Nuclear Waste

Sources and Types

All human activities create waste that needs to be managed carefully. However, nuclear waste is a form of waste that needs to be given special consideration.

Nuclear waste, like any waste, needs to be managed to protect people and the environment. Nuclear waste is radioactive waste that results from the nuclear industry. It comes from the mining and processing of uranium, nuclear weapons, nuclear reactors, and nuclear power stations. Such waste is classified as either low-level, intermediate level, or high level, depending on the amount and type of radioactive material in it.

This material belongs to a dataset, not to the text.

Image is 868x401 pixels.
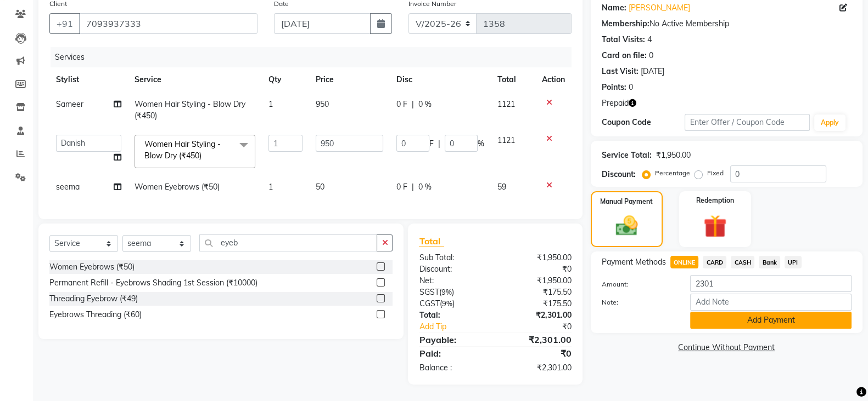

Low-level radioactive waste comes from hospitals, universities, nuclear power stations, nuclear research facilities, government laboratories, smoke detectors and industry. It needs to be disposed of in a different manner to household waste. Low-level radioactive waste should be securely stored above ground in properly engineered and monitored facilities as close as possible to the site at which it was produced. Because it remains dangerous for thousands of years and because of the the possibility of it getting into the ecosystem and then into the food chain, it should not be buried.

Intermediate level radioactive wastes come from uranium processing and enrichment plants, from nuclear weapons facilities, and from nuclear power plants.  It usually needs to be shielded. That is, surrounded by materials such as lead and concrete that protect people from the ionizing radiation. Intermediate level waste should be encapsulated and securely stored above ground in properly engineered and constructed facilities as close as possible to the site at which it was produced.

High level radioactive waste comes from spent fuel from nuclear reactors, such as those at Lucas Heights near Sydney. It must be shielded and cooled at the site of the nuclear reactor.

Management of highly radioactive nuclear waste is a major problem, which has not been satisfactorily solved by any country. The favoured initial step in its management is to encapsulate it in glass. Australian scientists have been very critical of this process and favour an alternative encapsulation medium called Synroc. Despite many years of research and development costing many millions of taxpayer dollars, this preferred process has yet to be commercialized.

A nuclear power station produces about 30 kilogram of high level nuclear waste per year.

The production of the reactor fuel (uranium enriched in the fissile isotope U-235) results in much larger quantities of lower level nuclear waste during mining, conversion of uranium oxide to uranium hexafluoride, and during enrichment. Finally, the nuclear power station itself becomes nuclear waste when it is decommissioned.

Once uranium has been used in a nuclear reactor, it becomes spent fuel. As this spent fuel is highly radioactive, it cannot be encapsulated and stored. It is often stored in special ponds that allow the fuel to cool down and to decrease its radioactivity.

Although the spent fuel can be stored in these special ponds for fairly long periods of time, space limitation mean that eventually the fuel needs to be either reprocessed, or encapsulated and stored.

South Australia has more nuclear waste sites than any other State or Territory in Australia.

This includes:

  • Mining of uranium for nuclear weapons at Radium Hill.
  • Processing of that uranium at Port Pirie.
  • Testing of nuclear weapons at Maralinga and Emu Field.
  • Uranium ore testing at Dry Creek and Thebarton.
  • Nuclear waste dumping at Radium Hill.
  • Uranium mining at Roxby Downs, Beverley and Honeymoon.
  • Storage of Federal Government contaminated soil and radioactive instruments at Woomera.


The Federal Government now plans to dump more nuclear waste in South Australia, including wastes from Lucas Heights.